BIO
Alexandra Carter (1985) was born in Boston, USA. She graduated from Rhodes College in Memphis, TN, after also attending the Accademia dell-Arte in Arezzo, Italy, and Lesley College in Cambridge, MA. She will start her Post-Baccalaureate Certificate Program this year at Maryland Institute College of Art, Baltimore, USA.
SOLO EXHIBITIONS:
Brooks Museum of Art, Memphis (2009) and Broad Avenue Gallery, Memphis (2007), USA
GROUP EXHIBITIONS:
Lendava Synagogue, Slovenia; Coos Art Museum, Coos Bay,Gallery 263/ Cambridge, 808 Gallery, Boston University, USA; 2010: West Side Arts, Providence, RI/ The Temple, Boston, MA, USA. 2009- Estel Gallery, Nashville, TN /Athens Institute for Contemporary Art. Athens, GA /Clough-Hanson Gallery, Rhodes College, Memphis, TN, USA. 2008: Visual Arts Center of New Jersey, Summit, NJ / Odessa, Memphis, TN / Material Gallery, Memphis, TN, USA; Circolo Artistico, Arezzo, Italy.
RESIDENCIES:
LindArt Colony, “Co-operate Vol. 5.” Lendava Castle, Slovenia; Hopscotch House Residency. Kentucky Foundation for Women, Prospect, KY.
AWARDS:
Dionysian Award for Studio Art and Susan Tidball Means Award for Original Research in Gender Studies.Rhodes College, Memphis,USA.
Alexandra Carter
SUB30 RESIDENCIES
Drift
25.07.2011 to 13.08.2011
The daughter of a cranberry farmer, Alexandra grew up amidst a world of rubber waders, intricate mechanics, and corrals of red berries. Her current work revisits this environment while tapping into the emotional tension that is inextricably linked with family. Complex geometrical arrangements arise in the lines and angles of agricultural machinery, while the reminder of red berries floating or falling amidst the composition bring into view a certain degree of naturalism.
ARTIST STATEMENT
I am interested in portraying the human figure within a dynamic of concurring emotions, identities, and psychosocial relationships. I investigate my own background while evoking themes of gender, fairy tale, family, and personal growth. Compositions reveal characters engaged in an ambiguous narrative, each figure made specific in details such as facial expression, body language, and dress. For many of these characters, I use myself as my model, employing my female identity in the conceptual content of my work.
I execute this work in modes of both drawing and painting, in ink on drafting film. The combination of the indelible, spontaneous behavior of ink over the misty, translucent surface of the film enhances the haunting, and sometimes playful, aspects of my subject matter. White space often has its own role in my compositions, leaving figures and their surroundings to be weighty and ominous. The figures' empty atmosphere presents them as if they exist in a void or blank space in the mind, making them all the more dream-like and surreal.
My most recent work indicates a shift from the female-dominated, as my imagery has become more invested in my immediate context and personal background. This shift evidences a profound reconnection with my familial origins and the farming culture that defined my childhood.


- Problem to solve: Only lines that contain the word "JSON" are to be returned from the data below.

- Working data:
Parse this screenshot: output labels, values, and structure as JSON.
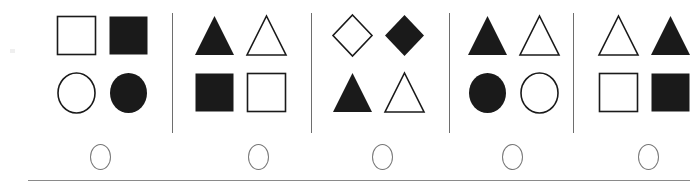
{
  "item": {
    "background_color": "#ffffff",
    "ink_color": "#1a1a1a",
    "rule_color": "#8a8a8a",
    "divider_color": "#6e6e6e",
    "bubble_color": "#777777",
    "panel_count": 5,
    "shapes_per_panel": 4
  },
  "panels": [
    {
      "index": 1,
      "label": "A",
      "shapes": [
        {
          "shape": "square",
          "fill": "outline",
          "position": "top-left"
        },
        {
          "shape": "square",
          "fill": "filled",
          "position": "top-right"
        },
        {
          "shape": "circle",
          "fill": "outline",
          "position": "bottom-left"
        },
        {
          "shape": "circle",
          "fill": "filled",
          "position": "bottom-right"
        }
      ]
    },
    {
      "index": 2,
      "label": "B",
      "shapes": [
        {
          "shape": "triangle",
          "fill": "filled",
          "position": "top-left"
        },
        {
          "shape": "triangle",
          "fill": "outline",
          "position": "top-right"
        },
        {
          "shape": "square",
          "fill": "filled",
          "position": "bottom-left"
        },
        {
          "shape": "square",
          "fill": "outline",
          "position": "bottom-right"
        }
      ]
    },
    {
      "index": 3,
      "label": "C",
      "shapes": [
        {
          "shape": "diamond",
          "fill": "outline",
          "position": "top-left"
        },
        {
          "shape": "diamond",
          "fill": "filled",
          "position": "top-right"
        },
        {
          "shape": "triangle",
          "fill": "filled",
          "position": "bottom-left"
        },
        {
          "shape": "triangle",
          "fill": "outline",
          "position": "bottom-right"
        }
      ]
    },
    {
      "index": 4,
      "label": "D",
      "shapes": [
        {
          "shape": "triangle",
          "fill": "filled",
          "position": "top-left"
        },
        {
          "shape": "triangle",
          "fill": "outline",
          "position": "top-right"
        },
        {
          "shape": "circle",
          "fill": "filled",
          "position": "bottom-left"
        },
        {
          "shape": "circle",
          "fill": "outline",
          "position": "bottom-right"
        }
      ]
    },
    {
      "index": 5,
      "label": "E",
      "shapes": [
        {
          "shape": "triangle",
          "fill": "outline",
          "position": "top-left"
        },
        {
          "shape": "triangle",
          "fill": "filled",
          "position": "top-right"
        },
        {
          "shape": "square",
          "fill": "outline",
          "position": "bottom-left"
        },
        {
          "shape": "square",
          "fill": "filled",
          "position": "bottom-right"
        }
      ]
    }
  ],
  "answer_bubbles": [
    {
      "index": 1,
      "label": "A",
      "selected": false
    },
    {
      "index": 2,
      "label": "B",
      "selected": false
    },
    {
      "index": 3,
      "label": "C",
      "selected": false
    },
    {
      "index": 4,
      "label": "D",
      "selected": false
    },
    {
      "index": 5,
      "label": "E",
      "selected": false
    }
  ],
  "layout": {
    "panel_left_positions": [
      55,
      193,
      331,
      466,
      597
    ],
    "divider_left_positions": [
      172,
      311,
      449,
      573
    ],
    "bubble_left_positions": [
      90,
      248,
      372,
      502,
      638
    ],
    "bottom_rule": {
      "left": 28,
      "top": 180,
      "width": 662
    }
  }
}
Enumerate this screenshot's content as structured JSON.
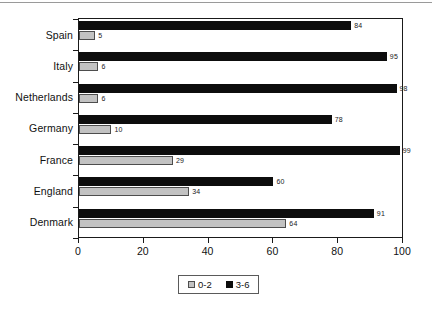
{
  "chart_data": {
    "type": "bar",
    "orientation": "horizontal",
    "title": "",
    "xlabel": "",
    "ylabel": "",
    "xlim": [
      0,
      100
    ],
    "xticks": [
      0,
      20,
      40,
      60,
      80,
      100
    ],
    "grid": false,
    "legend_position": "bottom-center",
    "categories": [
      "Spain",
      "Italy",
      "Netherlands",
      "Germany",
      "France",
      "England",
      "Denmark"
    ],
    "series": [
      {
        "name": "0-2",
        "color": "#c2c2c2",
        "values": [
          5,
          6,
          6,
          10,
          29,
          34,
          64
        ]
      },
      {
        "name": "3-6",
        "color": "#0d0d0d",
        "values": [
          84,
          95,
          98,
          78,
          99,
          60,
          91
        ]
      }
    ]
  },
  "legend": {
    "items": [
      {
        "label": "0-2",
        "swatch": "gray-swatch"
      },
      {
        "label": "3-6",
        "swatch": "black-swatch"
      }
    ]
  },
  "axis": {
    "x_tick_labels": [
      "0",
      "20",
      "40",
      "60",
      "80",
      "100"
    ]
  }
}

- Response to the exercise:
Parse this screenshot: output labels, values, and structure as JSON.
Enumerate this screenshot's content as structured JSON.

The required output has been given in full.